Documentary examines the extraordinary success of the Edgar Wallace series in Germany: the British writer who provided the inspiration for the films was actually out of fashion worldwide in the 1950s - too old-fashioned, too dignified, too boring. Only in Germany was it different, because there was a need to catch up after the end of the Second World War. The National Socialists had banned crime thrillers in general and Edgar Wallace in particular. With a few exceptions, the Edgar Wallace films were therefore the first since the expressionist films...
A woman discovers with astonishment that her husband has committed suicide. Sumida in great pain decides to investigate the reasons that drove her husband to make a decision as tragic. But the symptoms of incipient disease begin to limit their target.
Teenage dropouts Adam and Tommek pass their days hanging out and drinking in their grim housing complex, but as grinding boredom combines with Adam's need to prove himself and Tommek's penchant for petty crime, the two make a bet that plunges them into shocking and sudden violence.
The holiday in Turkey with husband Philip and their three children ends fatally for Sabine Winter: Customs finds heroin in her bag.
Alice Mancini, the young German wife of the Italian ambassador in Berlin, Mario Mancini, unexpectedly meets her husband's younger brother Vittorio who is presumed dead. Vittorio makes several mysterious references to the fate of Mario's first wife Alma, who apparently committed suicide ten years previously. Her curiosity aroused, Alice starts doing some research - but gets no answers either from her husband or his family. Several warnings later, when Alice still won't stop digging up the past , she suddenly finds herself the subject of an evil and complex intrigue: she is suspected of murder, and is forced to flee.
A made-for-TV thriller about a bank robber who barricades himself in a Berlin kindergarten after a robbery and holds the children hostage. The film is played in an oppressive manner, achieving a great intensity that is not always in the right proportion to the rather reduced intellectual substance of the story.
Black comedy about a lucrative business. Grandmother, mother and daughter live together in a love-hate-relationship and run their business with divided responsibilities: via marriage ads they are looking for candidates. It’s the daughter that gets dressed and styled according to the new mission: no matter if vamp or tree-hugger she twists the men around her little finger until they clear their accounts from all the savings. The money ends up in coffee tins stored in grandma’s fridge. But where do the men end up when they discover the secret of the trio?
Karin Baal, real name Karin Blauermel, was a German film actress who has appeared in more than 90 films since 1956.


Every record needs to be repeated exactly; its pictures do not.

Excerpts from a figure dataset
----------

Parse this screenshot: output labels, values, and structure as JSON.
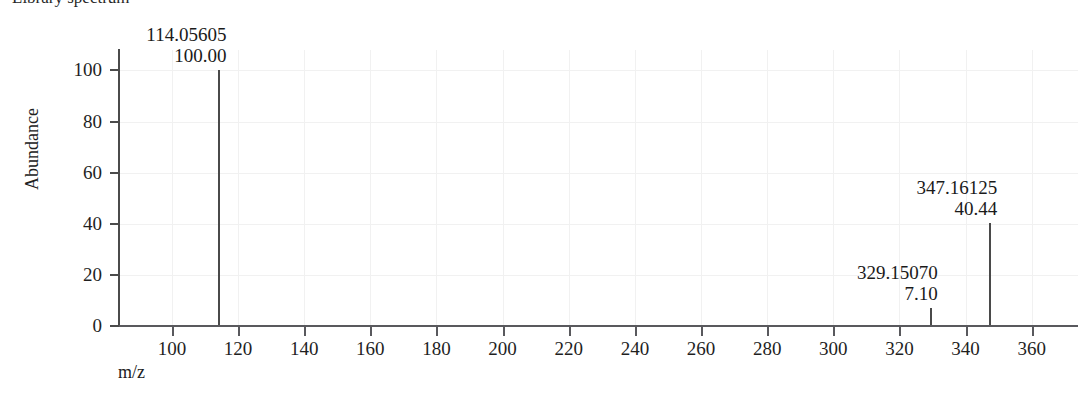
{
  "chart_data": {
    "type": "bar",
    "title": "Library spectrum",
    "xlabel": "m/z",
    "ylabel": "Abundance",
    "xlim": [
      84,
      374
    ],
    "ylim": [
      0,
      108
    ],
    "grid": true,
    "legend": null,
    "x_ticks": [
      100,
      120,
      140,
      160,
      180,
      200,
      220,
      240,
      260,
      280,
      300,
      320,
      340,
      360
    ],
    "x_tick_labels": [
      "100",
      "120",
      "140",
      "160",
      "180",
      "200",
      "220",
      "240",
      "260",
      "280",
      "300",
      "320",
      "340",
      "360"
    ],
    "y_ticks": [
      0,
      20,
      40,
      60,
      80,
      100
    ],
    "y_tick_labels": [
      "0",
      "20",
      "40",
      "60",
      "80",
      "100"
    ],
    "x": [
      114.05605,
      329.1507,
      347.16125
    ],
    "values": [
      100.0,
      7.1,
      40.44
    ],
    "peaks": [
      {
        "mz": "114.05605",
        "intensity": "100.00",
        "mz_value": 114.05605,
        "intensity_value": 100.0
      },
      {
        "mz": "329.15070",
        "intensity": "7.10",
        "mz_value": 329.1507,
        "intensity_value": 7.1
      },
      {
        "mz": "347.16125",
        "intensity": "40.44",
        "mz_value": 347.16125,
        "intensity_value": 40.44
      }
    ],
    "colors": {
      "peak": "#4a4a4a",
      "axis": "#59595d",
      "grid": "#f1f1f1",
      "text": "#1a1a1a",
      "background": "#ffffff"
    }
  }
}
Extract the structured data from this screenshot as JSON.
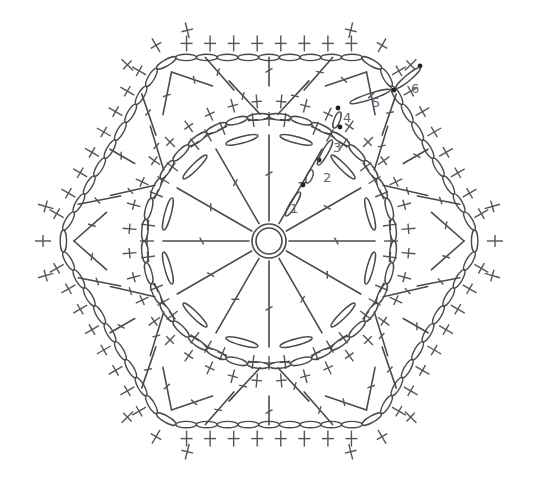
{
  "diagram": {
    "type": "crochet-chart",
    "shape": "hexagon",
    "center": [
      269,
      241
    ],
    "colors": {
      "stroke": "#4a4a4a",
      "label": "#666666",
      "background": "#ffffff"
    },
    "center_ring": {
      "outer_r": 17,
      "inner_r": 13
    },
    "rounds": [
      {
        "n": 1,
        "label": "1",
        "spokes": 12,
        "stitch": "dc",
        "radius": 60,
        "label_pos": [
          290,
          213
        ]
      },
      {
        "n": 2,
        "label": "2",
        "stitch": "sc",
        "radius": 68,
        "label_pos": [
          323,
          182
        ]
      },
      {
        "n": 3,
        "label": "3",
        "stitch": "chain-arch",
        "radius": 115,
        "label_pos": [
          333,
          152
        ]
      },
      {
        "n": 4,
        "label": "4",
        "stitch": "sc",
        "radius": 125,
        "label_pos": [
          343,
          122
        ]
      },
      {
        "n": 5,
        "label": "5",
        "stitch": "chain-arch-hex",
        "radius": 205,
        "label_pos": [
          372,
          107
        ]
      },
      {
        "n": 6,
        "label": "6",
        "stitch": "sc",
        "radius": 218,
        "label_pos": [
          411,
          93
        ]
      }
    ],
    "labels": [
      "1",
      "2",
      "3",
      "4",
      "5",
      "6"
    ]
  }
}
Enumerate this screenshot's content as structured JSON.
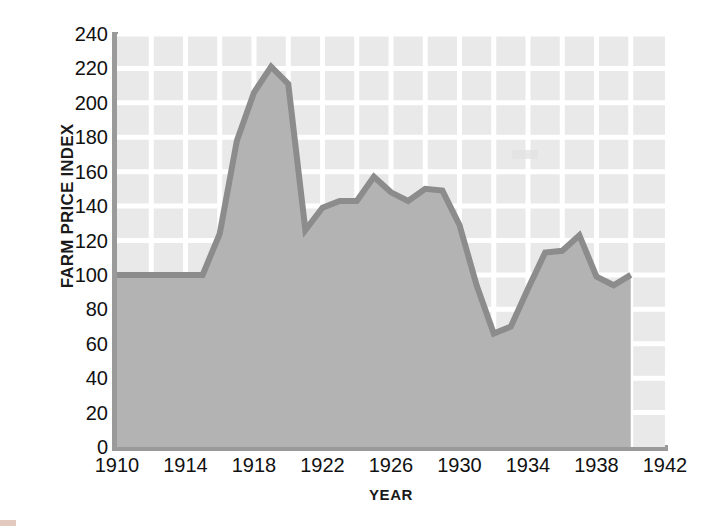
{
  "chart_data": {
    "type": "area",
    "title": "",
    "subtitle": "",
    "xlabel": "YEAR",
    "ylabel": "FARM PRICE INDEX",
    "xlim": [
      1910,
      1942
    ],
    "ylim": [
      0,
      240
    ],
    "grid": true,
    "legend": "none",
    "x_tick_labels": [
      "1910",
      "1914",
      "1918",
      "1922",
      "1926",
      "1930",
      "1934",
      "1938",
      "1942"
    ],
    "x_tick_values": [
      1910,
      1914,
      1918,
      1922,
      1926,
      1930,
      1934,
      1938,
      1942
    ],
    "x_gridline_values": [
      1912,
      1914,
      1916,
      1918,
      1920,
      1922,
      1924,
      1926,
      1928,
      1930,
      1932,
      1934,
      1936,
      1938,
      1940
    ],
    "y_tick_labels": [
      "0",
      "20",
      "40",
      "60",
      "80",
      "100",
      "120",
      "140",
      "160",
      "180",
      "200",
      "220",
      "240"
    ],
    "y_tick_values": [
      0,
      20,
      40,
      60,
      80,
      100,
      120,
      140,
      160,
      180,
      200,
      220,
      240
    ],
    "x": [
      1910,
      1911,
      1912,
      1913,
      1914,
      1915,
      1916,
      1917,
      1918,
      1919,
      1920,
      1921,
      1922,
      1923,
      1924,
      1925,
      1926,
      1927,
      1928,
      1929,
      1930,
      1931,
      1932,
      1933,
      1934,
      1935,
      1936,
      1937,
      1938,
      1939,
      1940
    ],
    "values": [
      100,
      100,
      100,
      100,
      100,
      100,
      124,
      178,
      206,
      221,
      211,
      126,
      139,
      143,
      143,
      157,
      148,
      143,
      150,
      149,
      129,
      94,
      66,
      70,
      92,
      113,
      114,
      123,
      99,
      94,
      100
    ],
    "series": [
      {
        "name": "Farm price index",
        "values": [
          100,
          100,
          100,
          100,
          100,
          100,
          124,
          178,
          206,
          221,
          211,
          126,
          139,
          143,
          143,
          157,
          148,
          143,
          150,
          149,
          129,
          94,
          66,
          70,
          92,
          113,
          114,
          123,
          99,
          94,
          100
        ]
      }
    ],
    "colors": {
      "line": "#8c8c8c",
      "fill": "#b3b3b3",
      "plot_background": "#e9e9e9",
      "gridline": "#ffffff",
      "axis_spine": "#9a9a9a",
      "text": "#111111"
    }
  }
}
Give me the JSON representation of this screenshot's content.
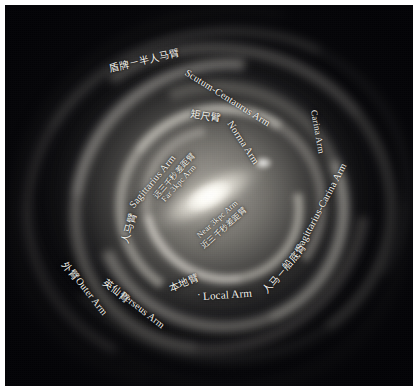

----------

__RESULT BELOW__:
Parse this screenshot: output labels, values, and structure as JSON.
{
  "chart_data": {
    "type": "bar",
    "title": "Library spectrum",
    "xlabel": "m/z",
    "ylabel": "Abundance",
    "xlim": [
      84,
      374
    ],
    "ylim": [
      0,
      108
    ],
    "grid": true,
    "legend": null,
    "x_ticks": [
      100,
      120,
      140,
      160,
      180,
      200,
      220,
      240,
      260,
      280,
      300,
      320,
      340,
      360
    ],
    "x_tick_labels": [
      "100",
      "120",
      "140",
      "160",
      "180",
      "200",
      "220",
      "240",
      "260",
      "280",
      "300",
      "320",
      "340",
      "360"
    ],
    "y_ticks": [
      0,
      20,
      40,
      60,
      80,
      100
    ],
    "y_tick_labels": [
      "0",
      "20",
      "40",
      "60",
      "80",
      "100"
    ],
    "x": [
      114.05605,
      329.1507,
      347.16125
    ],
    "values": [
      100.0,
      7.1,
      40.44
    ],
    "peaks": [
      {
        "mz": "114.05605",
        "intensity": "100.00",
        "mz_value": 114.05605,
        "intensity_value": 100.0
      },
      {
        "mz": "329.15070",
        "intensity": "7.10",
        "mz_value": 329.1507,
        "intensity_value": 7.1
      },
      {
        "mz": "347.16125",
        "intensity": "40.44",
        "mz_value": 347.16125,
        "intensity_value": 40.44
      }
    ],
    "colors": {
      "peak": "#4a4a4a",
      "axis": "#59595d",
      "grid": "#f1f1f1",
      "text": "#1a1a1a",
      "background": "#ffffff"
    }
  }
}
Extract the structured data from this screenshot as JSON.
{
  "diagram": {
    "type": "crochet-chart",
    "shape": "hexagon",
    "center": [
      269,
      241
    ],
    "colors": {
      "stroke": "#4a4a4a",
      "label": "#666666",
      "background": "#ffffff"
    },
    "center_ring": {
      "outer_r": 17,
      "inner_r": 13
    },
    "rounds": [
      {
        "n": 1,
        "label": "1",
        "spokes": 12,
        "stitch": "dc",
        "radius": 60,
        "label_pos": [
          290,
          213
        ]
      },
      {
        "n": 2,
        "label": "2",
        "stitch": "sc",
        "radius": 68,
        "label_pos": [
          323,
          182
        ]
      },
      {
        "n": 3,
        "label": "3",
        "stitch": "chain-arch",
        "radius": 115,
        "label_pos": [
          333,
          152
        ]
      },
      {
        "n": 4,
        "label": "4",
        "stitch": "sc",
        "radius": 125,
        "label_pos": [
          343,
          122
        ]
      },
      {
        "n": 5,
        "label": "5",
        "stitch": "chain-arch-hex",
        "radius": 205,
        "label_pos": [
          372,
          107
        ]
      },
      {
        "n": 6,
        "label": "6",
        "stitch": "sc",
        "radius": 218,
        "label_pos": [
          411,
          93
        ]
      }
    ],
    "labels": [
      "1",
      "2",
      "3",
      "4",
      "5",
      "6"
    ]
  }
}
Enumerate this screenshot's content as structured JSON.
{
  "chart_data": {
    "type": "area",
    "title": "",
    "subtitle": "",
    "xlabel": "YEAR",
    "ylabel": "FARM PRICE INDEX",
    "xlim": [
      1910,
      1942
    ],
    "ylim": [
      0,
      240
    ],
    "grid": true,
    "legend": "none",
    "x_tick_labels": [
      "1910",
      "1914",
      "1918",
      "1922",
      "1926",
      "1930",
      "1934",
      "1938",
      "1942"
    ],
    "x_tick_values": [
      1910,
      1914,
      1918,
      1922,
      1926,
      1930,
      1934,
      1938,
      1942
    ],
    "x_gridline_values": [
      1912,
      1914,
      1916,
      1918,
      1920,
      1922,
      1924,
      1926,
      1928,
      1930,
      1932,
      1934,
      1936,
      1938,
      1940
    ],
    "y_tick_labels": [
      "0",
      "20",
      "40",
      "60",
      "80",
      "100",
      "120",
      "140",
      "160",
      "180",
      "200",
      "220",
      "240"
    ],
    "y_tick_values": [
      0,
      20,
      40,
      60,
      80,
      100,
      120,
      140,
      160,
      180,
      200,
      220,
      240
    ],
    "x": [
      1910,
      1911,
      1912,
      1913,
      1914,
      1915,
      1916,
      1917,
      1918,
      1919,
      1920,
      1921,
      1922,
      1923,
      1924,
      1925,
      1926,
      1927,
      1928,
      1929,
      1930,
      1931,
      1932,
      1933,
      1934,
      1935,
      1936,
      1937,
      1938,
      1939,
      1940
    ],
    "values": [
      100,
      100,
      100,
      100,
      100,
      100,
      124,
      178,
      206,
      221,
      211,
      126,
      139,
      143,
      143,
      157,
      148,
      143,
      150,
      149,
      129,
      94,
      66,
      70,
      92,
      113,
      114,
      123,
      99,
      94,
      100
    ],
    "series": [
      {
        "name": "Farm price index",
        "values": [
          100,
          100,
          100,
          100,
          100,
          100,
          124,
          178,
          206,
          221,
          211,
          126,
          139,
          143,
          143,
          157,
          148,
          143,
          150,
          149,
          129,
          94,
          66,
          70,
          92,
          113,
          114,
          123,
          99,
          94,
          100
        ]
      }
    ],
    "colors": {
      "line": "#8c8c8c",
      "fill": "#b3b3b3",
      "plot_background": "#e9e9e9",
      "gridline": "#ffffff",
      "axis_spine": "#9a9a9a",
      "text": "#111111"
    }
  }
}
Give me the JSON representation of this screenshot's content.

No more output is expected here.